In addition to bringing our learning community together to share responsibility for our students’ learning, the purposes of Student-Led Portfolio Conferences include developing and promoting:
- Student’s self-esteem and confidence in their ability to learn,
- Student’s responsibility for their own learning and work products,
- Student’s meta-cognition, which is the ability to reflect on one’s own thinking in order to understand how one learns,
- Student’s goal-directed behavior through the reflection and goal-setting process,
- Student’s communication and critical-thinking skills,
- Parent-student communication,
- Parent’s active involvement in the overall education process,
- Increased parent participation in school conferences (95-100%),
- A climate of celebration for learning and the learning process.
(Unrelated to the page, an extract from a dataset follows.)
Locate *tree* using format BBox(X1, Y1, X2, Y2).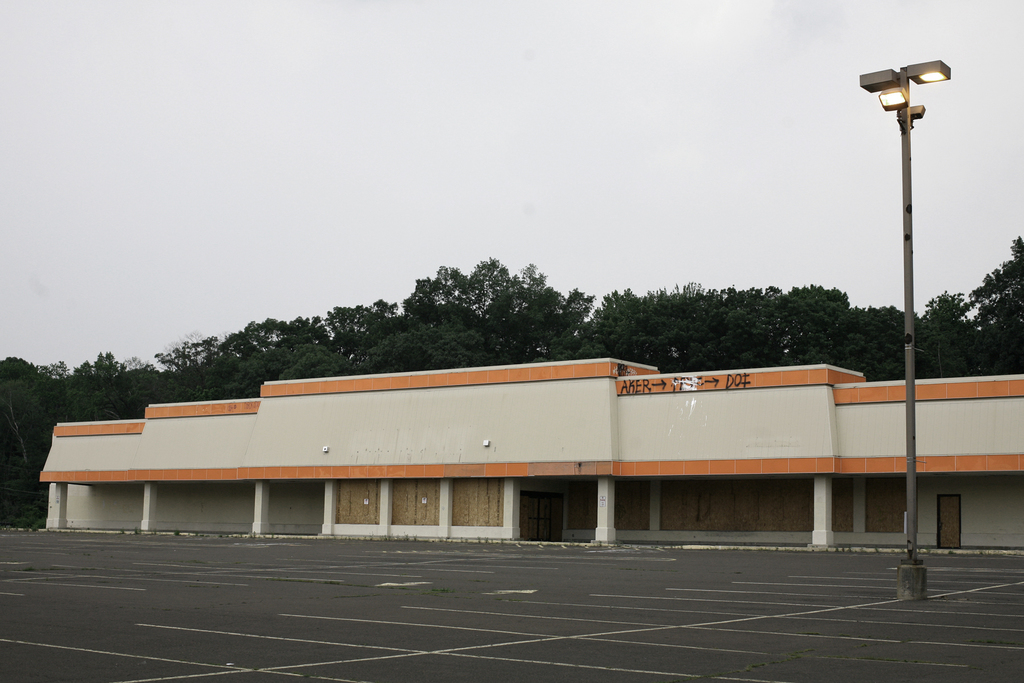
BBox(99, 352, 122, 407).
Our conferences are organized in a multiple-family format, in which up to four family conferences take place at a time in classrooms, which are decorated with student art work produced in their art classes. At their conference, each student introduces their parent(s) to their Advisory teacher and then sits down at a group of tables where they lead their parents through their student portfolio. Parents participate in the conference in a number of ways, including asking their student questions about their work, about their learning styles and preferences, about their overall learning for the year, and about their goals for the future. At the end of the conference, parents are given a class-work assignment to write their student a “Thank-You note”, complimenting them on their work and their learning.